The world, he says, is ‘mean’ and comprised of ‘wretchedness and misery’ and people, moreover, exist only in order to cheat him.

Indeed, I have come across few novels that start so intensely, with so much melodrama and hand-wringing. The opening line, for example, describes ‘sores’ that ‘erode the mind.’ These sores are not literal, of course, but emotional or mental they are the product of a ‘disease’ for which relief, according to the unnamed narrator, is only to be found in wine and opium. The Blind Owl begins without preamble, which is to say that Hedayat does not ease the reader into his narrative, but immediately drops you into a tale of madness and despair. In this way, although owls are only briefly mentioned in the text, it is a fitting symbol for Sadeq Hedayat’s compelling Iranian novel. It looks like something you would conjure up in a nightmare or a drug-induced hallucination, where the real and familiar combines with the odd and unexpected. The reason for this is, I think, because, unlike the spider, it has a certain human quality also, but a humanity that has been horribly distorted. There is an abundance of astonishing, disconcertingly weird animal life – the spider, for example – but none of them quite have the captivating, eerie power of the owl.

Lion-headed razor-clawed black-eyed…a ghoul, in short, in a bird-like form.

What is it? A bird, but not really a bird, or certainly one like no other. Imagine blithely walking through the woods, through a forest, late one night and coming upon such a creature imagine, to be specific, coming upon a barn owl. Whenever anyone asks me why I like owls I always tell a short story, a fictional story of course, about the first man to ever see one.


(Work instructions)
When you reach the line that contains "Localize all elements." below, transcribe it and each line after it word for word to the end of the records, omitting pictures.

(Dataset excerpts)
▶
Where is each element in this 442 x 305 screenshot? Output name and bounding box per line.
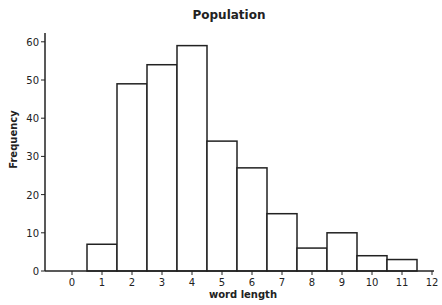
histogram-bar xyxy=(387,260,417,271)
y-tick-label: 50 xyxy=(26,75,39,86)
x-tick-label: 1 xyxy=(99,277,105,288)
x-tick-label: 4 xyxy=(189,277,195,288)
y-tick-label: 40 xyxy=(26,113,39,124)
histogram-bar xyxy=(357,256,387,271)
x-tick-label: 7 xyxy=(279,277,285,288)
x-tick-label: 6 xyxy=(249,277,255,288)
x-tick-label: 2 xyxy=(129,277,135,288)
x-tick-label: 0 xyxy=(69,277,75,288)
x-tick-label: 11 xyxy=(396,277,409,288)
x-tick-label: 3 xyxy=(159,277,165,288)
histogram-bar xyxy=(327,233,357,271)
histogram-bar xyxy=(267,214,297,271)
histogram-bar xyxy=(87,244,117,271)
y-tick-label: 20 xyxy=(26,190,39,201)
histogram-bar xyxy=(297,248,327,271)
x-tick-label: 8 xyxy=(309,277,315,288)
histogram-bar xyxy=(147,65,177,271)
y-tick-label: 30 xyxy=(26,151,39,162)
x-tick-label: 5 xyxy=(219,277,225,288)
histogram-plot: 01020304050600123456789101112 xyxy=(0,0,442,305)
y-tick-label: 10 xyxy=(26,228,39,239)
y-tick-label: 0 xyxy=(33,266,39,277)
histogram-bar xyxy=(237,168,267,271)
histogram-bar xyxy=(117,84,147,271)
x-tick-label: 12 xyxy=(426,277,439,288)
histogram-bar xyxy=(207,141,237,271)
x-tick-label: 9 xyxy=(339,277,345,288)
x-tick-label: 10 xyxy=(366,277,379,288)
histogram-bar xyxy=(177,46,207,271)
bars-group xyxy=(87,46,417,271)
y-tick-label: 60 xyxy=(26,37,39,48)
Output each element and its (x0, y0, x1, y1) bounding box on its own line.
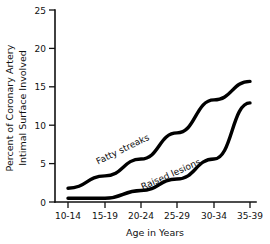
y-tick-label-10: 10 (35, 121, 47, 131)
x-tick-label-10-14: 10-14 (55, 211, 81, 221)
y-tick-label-0: 0 (40, 198, 46, 208)
x-tick-label-30-34: 30-34 (201, 211, 227, 221)
series-label-raised-lesions: Raised lesions (140, 157, 203, 192)
x-tick-label-15-19: 15-19 (92, 211, 118, 221)
series-label-fatty-streaks: Fatty streaks (95, 132, 152, 166)
y-tick-label-25: 25 (35, 6, 46, 16)
y-tick-label-15: 15 (35, 82, 46, 92)
chart-figure: Percent of Coronary Artery Intimal Surfa… (0, 0, 270, 244)
y-axis-ticks: 0 5 10 15 20 25 (35, 6, 55, 208)
line-chart: Percent of Coronary Artery Intimal Surfa… (0, 0, 270, 244)
y-tick-label-5: 5 (40, 159, 46, 169)
x-tick-label-35-39: 35-39 (237, 211, 263, 221)
y-axis-title-line2: Intimal Surface Involved (17, 50, 28, 166)
y-axis-title-line1: Percent of Coronary Artery (4, 44, 15, 171)
series-line-fatty-streaks (68, 81, 250, 188)
x-axis-title: Age in Years (126, 227, 184, 238)
x-axis-ticks: 10-14 15-19 20-24 25-29 30-34 35-39 (55, 202, 263, 221)
y-axis-title: Percent of Coronary Artery Intimal Surfa… (4, 44, 28, 171)
x-tick-label-20-24: 20-24 (128, 211, 154, 221)
y-tick-label-20: 20 (35, 44, 47, 54)
x-tick-label-25-29: 25-29 (164, 211, 190, 221)
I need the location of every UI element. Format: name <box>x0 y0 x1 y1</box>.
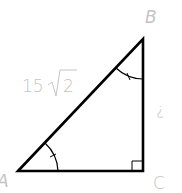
angle-arc-A <box>45 143 58 171</box>
vertex-label-B: B <box>145 9 157 26</box>
hypotenuse-length-label: 15 <box>22 78 44 95</box>
angle-arc-B <box>116 68 143 79</box>
right-angle-mark <box>132 161 143 171</box>
unknown-side-label: ? <box>156 103 164 118</box>
vertex-label-A: A <box>0 173 9 190</box>
vertex-label-C: C <box>153 175 165 192</box>
triangle-ABC <box>18 39 143 171</box>
hypotenuse-radicand: 2 <box>63 78 74 95</box>
triangle-diagram <box>0 0 182 193</box>
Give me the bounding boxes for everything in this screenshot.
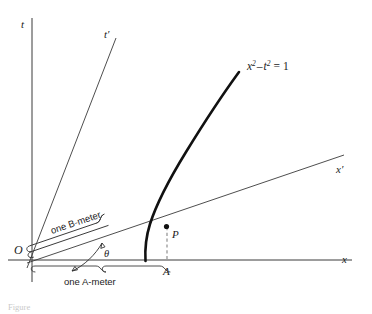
a-meter-label: one A-meter: [64, 276, 116, 287]
eq-equals: =: [274, 60, 281, 72]
eq-x-exponent: 2: [252, 59, 256, 68]
point-p-marker: [164, 224, 169, 229]
point-a-label: A: [162, 265, 170, 277]
eq-minus: –: [256, 60, 263, 72]
theta-label: θ: [104, 248, 109, 259]
x-prime-axis-label: x′: [335, 163, 344, 175]
t-prime-axis-line: [27, 38, 116, 268]
eq-t-exponent: 2: [267, 59, 271, 68]
x-axis-label: x: [341, 253, 347, 265]
point-p-label: P: [171, 228, 179, 240]
theta-angle-arc: [72, 243, 102, 271]
eq-value: 1: [283, 60, 289, 72]
hyperbola-curve: [145, 72, 239, 261]
a-meter-brace-path: [31, 266, 170, 272]
x-prime-axis-line: [27, 155, 344, 263]
spacetime-diagram: t t′ x x′ O P A θ one B-meter one A-mete…: [0, 0, 372, 314]
figure-root: t t′ x x′ O P A θ one B-meter one A-mete…: [0, 0, 372, 314]
t-prime-axis-label: t′: [104, 28, 110, 40]
theta-arrow-head-lower: [72, 267, 78, 272]
figure-caption: Figure: [0, 301, 372, 314]
origin-label: O: [14, 243, 23, 257]
hyperbola-equation-label: x2–t2=1: [246, 59, 289, 72]
t-axis-label: t: [21, 18, 25, 30]
b-meter-label: one B-meter: [49, 209, 102, 236]
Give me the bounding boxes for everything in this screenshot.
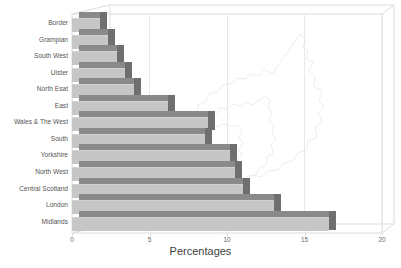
x-axis-tick-label: 5 bbox=[140, 236, 160, 243]
x-axis-tick-label: 10 bbox=[217, 236, 237, 243]
x-axis-tick-label: 0 bbox=[62, 236, 82, 243]
x-axis-title: Percentages bbox=[0, 245, 401, 257]
x-axis-tick-mark bbox=[382, 233, 383, 236]
chart-container: BorderGrampianSouth WestUlsterNorth Esat… bbox=[0, 0, 401, 268]
x-axis-tick-mark bbox=[227, 233, 228, 236]
x-axis-tick-label: 20 bbox=[372, 236, 392, 243]
x-axis: 05101520 Percentages bbox=[0, 0, 401, 268]
x-axis-tick-mark bbox=[150, 233, 151, 236]
x-axis-tick-label: 15 bbox=[295, 236, 315, 243]
x-axis-tick-mark bbox=[72, 233, 73, 236]
x-axis-tick-mark bbox=[305, 233, 306, 236]
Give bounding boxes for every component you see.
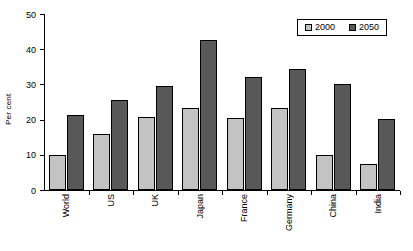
bar [245,77,262,190]
bar-group [133,14,178,190]
chart-legend: 2000 2050 [297,19,387,36]
bar [271,108,288,190]
y-tick-0: 0 [40,190,44,191]
x-tick [222,191,223,195]
bar [138,117,155,190]
bar [360,164,377,190]
bar [316,155,333,190]
y-tick-label: 40 [26,45,36,55]
bar [93,134,110,190]
x-tick [356,191,357,195]
y-tick-label: 50 [26,10,36,20]
bar [111,100,128,190]
x-label-india: India [373,194,383,214]
x-label-china: China [328,194,338,218]
bar-group [222,14,267,190]
bar [289,69,306,190]
bar-group [178,14,223,190]
bar-group [89,14,134,190]
x-label-us: US [106,194,116,207]
bar-group [44,14,89,190]
x-tick [133,191,134,195]
x-label-uk: UK [150,194,160,207]
x-label-germany: Germany [284,194,294,231]
y-tick-label: 10 [26,150,36,160]
legend-swatch-icon-2050 [349,24,356,31]
legend-entry-2000: 2000 [305,23,335,32]
y-axis-label: Per cent [2,74,16,144]
bar [200,40,217,190]
bar-group [267,14,312,190]
plot-area: 01020304050 [44,14,400,190]
x-tick [267,191,268,195]
legend-label-2050: 2050 [359,23,379,32]
bar [156,86,173,190]
legend-label-2000: 2000 [315,23,335,32]
bar [378,119,395,190]
x-tick [311,191,312,195]
bar-chart: Per cent 01020304050 WorldUSUKJapanFranc… [0,0,413,251]
x-tick [178,191,179,195]
bar-group [311,14,356,190]
bar-group [356,14,401,190]
x-tick [400,191,401,195]
bar [227,118,244,190]
x-label-france: France [239,194,249,222]
bar [182,108,199,190]
y-tick-label: 0 [31,186,36,196]
bar [67,115,84,190]
legend-swatch-icon-2000 [305,24,312,31]
bar [334,84,351,190]
bar [49,155,66,190]
y-tick-label: 30 [26,80,36,90]
x-label-japan: Japan [195,194,205,219]
y-tick-label: 20 [26,115,36,125]
legend-entry-2050: 2050 [349,23,379,32]
x-tick [89,191,90,195]
x-label-world: World [61,194,71,217]
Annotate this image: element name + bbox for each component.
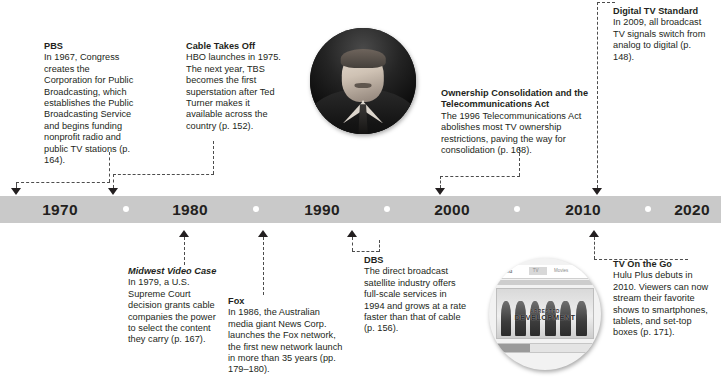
event-body-tv-on-the-go: Hulu Plus debuts in 2010. Viewers can no… — [613, 270, 716, 338]
connector-pbs-vertical — [109, 152, 110, 182]
connector-cable-vertical — [213, 141, 214, 174]
arrow-midwest-video-case — [179, 230, 189, 237]
hulu-progress-bar — [496, 343, 595, 353]
event-title-dbs: DBS — [364, 255, 468, 266]
connector-cable-drop — [113, 174, 114, 188]
event-body-pbs: In 1967, Congress creates the Corporatio… — [44, 52, 140, 166]
event-card-digital-tv-standard: Digital TV Standard In 2009, all broadca… — [613, 6, 714, 63]
event-title-midwest-video-case: Midwest Video Case — [128, 266, 222, 277]
portrait-mustache — [355, 83, 372, 88]
connector-fox-vertical — [263, 237, 264, 295]
cast-figure — [576, 301, 587, 336]
event-card-pbs: PBS In 1967, Congress creates the Corpor… — [44, 41, 140, 166]
timeline-separator-dot — [253, 206, 259, 212]
event-card-fox: Fox In 1986, the Australian media giant … — [228, 296, 346, 376]
event-card-ownership-consolidation: Ownership Consolidation and the Telecomm… — [441, 88, 591, 156]
connector-tvonthego-horizontal — [594, 259, 688, 260]
hulu-logo: hulu — [500, 268, 512, 274]
decade-label-2010: 2010 — [565, 198, 601, 221]
hulu-footer: Help Share — [500, 357, 590, 365]
timeline-separator-dot — [645, 206, 651, 212]
portrait-hair — [341, 49, 386, 68]
event-title-digital-tv-standard: Digital TV Standard — [613, 6, 714, 17]
connector-dbs-horizontal — [352, 251, 379, 252]
connector-ownership-horizontal — [440, 176, 520, 177]
event-body-fox: In 1986, the Australian media giant News… — [228, 307, 346, 375]
event-body-digital-tv-standard: In 2009, all broadcast TV signals switch… — [613, 17, 714, 63]
arrow-fox — [258, 230, 268, 237]
connector-digital-horizontal — [597, 2, 615, 3]
timeline-infographic: 1970 1980 1990 2000 2010 2020 PBS In 196… — [0, 0, 721, 389]
arrow-tv-on-the-go — [589, 230, 599, 237]
connector-pbs-horizontal — [16, 182, 110, 183]
connector-dbs-stub — [379, 240, 380, 252]
decade-label-2020: 2020 — [674, 198, 710, 221]
event-title-ownership-consolidation: Ownership Consolidation and the Telecomm… — [441, 88, 591, 111]
connector-digital-vertical — [597, 2, 598, 188]
event-title-cable-takes-off: Cable Takes Off — [186, 41, 285, 52]
timeline-separator-dot — [384, 206, 390, 212]
cast-figure — [501, 301, 512, 336]
event-card-cable-takes-off: Cable Takes Off HBO launches in 1975. Th… — [186, 41, 285, 132]
arrow-digital-tv-standard — [592, 188, 602, 195]
connector-cable-horizontal — [113, 174, 214, 175]
arrow-cable-takes-off — [108, 188, 118, 195]
hulu-nav-item-tv: TV — [533, 268, 539, 273]
hulu-plus-screenshot: hulu TV Movies ARRESTED DEVELOPMENT Help… — [489, 258, 601, 370]
hulu-show-still: ARRESTED DEVELOPMENT — [496, 288, 595, 338]
arrow-ownership-consolidation — [435, 188, 445, 195]
connector-midwest-vertical — [184, 237, 185, 265]
timeline-separator-dot — [123, 206, 129, 212]
hulu-progress-fill — [497, 344, 530, 352]
hulu-footer-share: Share — [579, 358, 590, 363]
event-body-midwest-video-case: In 1979, a U.S. Supreme Court decision g… — [128, 277, 222, 345]
event-body-cable-takes-off: HBO launches in 1975. The next year, TBS… — [186, 52, 285, 132]
hulu-nav-item-movies: Movies — [554, 268, 568, 273]
arrow-pbs — [11, 188, 21, 195]
event-card-midwest-video-case: Midwest Video Case In 1979, a U.S. Supre… — [128, 266, 222, 346]
event-title-tv-on-the-go: TV On the Go — [613, 259, 716, 270]
connector-tvonthego-vertical — [594, 237, 595, 259]
decade-label-2000: 2000 — [434, 198, 470, 221]
event-card-dbs: DBS The direct broadcast satellite indus… — [364, 255, 468, 335]
event-body-ownership-consolidation: The 1996 Telecommunications Act abolishe… — [441, 111, 591, 157]
timeline-bar — [0, 196, 721, 223]
ted-turner-portrait — [310, 28, 416, 134]
decade-label-1990: 1990 — [304, 198, 340, 221]
arrow-dbs — [347, 230, 357, 237]
hulu-footer-help: Help — [500, 358, 509, 363]
event-title-pbs: PBS — [44, 41, 140, 52]
timeline-separator-dot — [514, 206, 520, 212]
decade-label-1970: 1970 — [42, 198, 78, 221]
event-title-fox: Fox — [228, 296, 346, 307]
event-body-dbs: The direct broadcast satellite industry … — [364, 266, 468, 334]
show-title-development: DEVELOPMENT — [514, 313, 575, 322]
event-card-tv-on-the-go: TV On the Go Hulu Plus debuts in 2010. V… — [613, 259, 716, 339]
connector-ownership-drop — [440, 176, 441, 188]
decade-label-1980: 1980 — [172, 198, 208, 221]
connector-ownership-vertical — [519, 148, 520, 176]
connector-dbs-vertical — [352, 237, 353, 251]
hulu-content-strip — [493, 280, 596, 284]
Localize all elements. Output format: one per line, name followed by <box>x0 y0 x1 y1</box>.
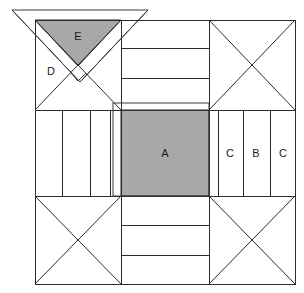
patch-label-d: D <box>47 65 55 77</box>
patch-label-b: B <box>252 147 259 159</box>
patch-label-c-inner: C <box>226 147 234 159</box>
patch-label-c-outer: C <box>279 147 287 159</box>
patch-label-e: E <box>74 30 81 42</box>
patch-label-a: A <box>161 147 169 159</box>
quilt-block-diagram: A C B C D E <box>0 0 304 293</box>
◀
(Solution to this exercise)
Localize all elements. Output format: one per line, name followed by <box>x0 y0 x1 y1</box>.
patch-label-d: D <box>47 65 55 77</box>
patch-label-b: B <box>252 147 259 159</box>
patch-label-c-inner: C <box>226 147 234 159</box>
patch-label-c-outer: C <box>279 147 287 159</box>
patch-label-e: E <box>74 30 81 42</box>
patch-label-a: A <box>161 147 169 159</box>
quilt-block-diagram: A C B C D E <box>0 0 304 293</box>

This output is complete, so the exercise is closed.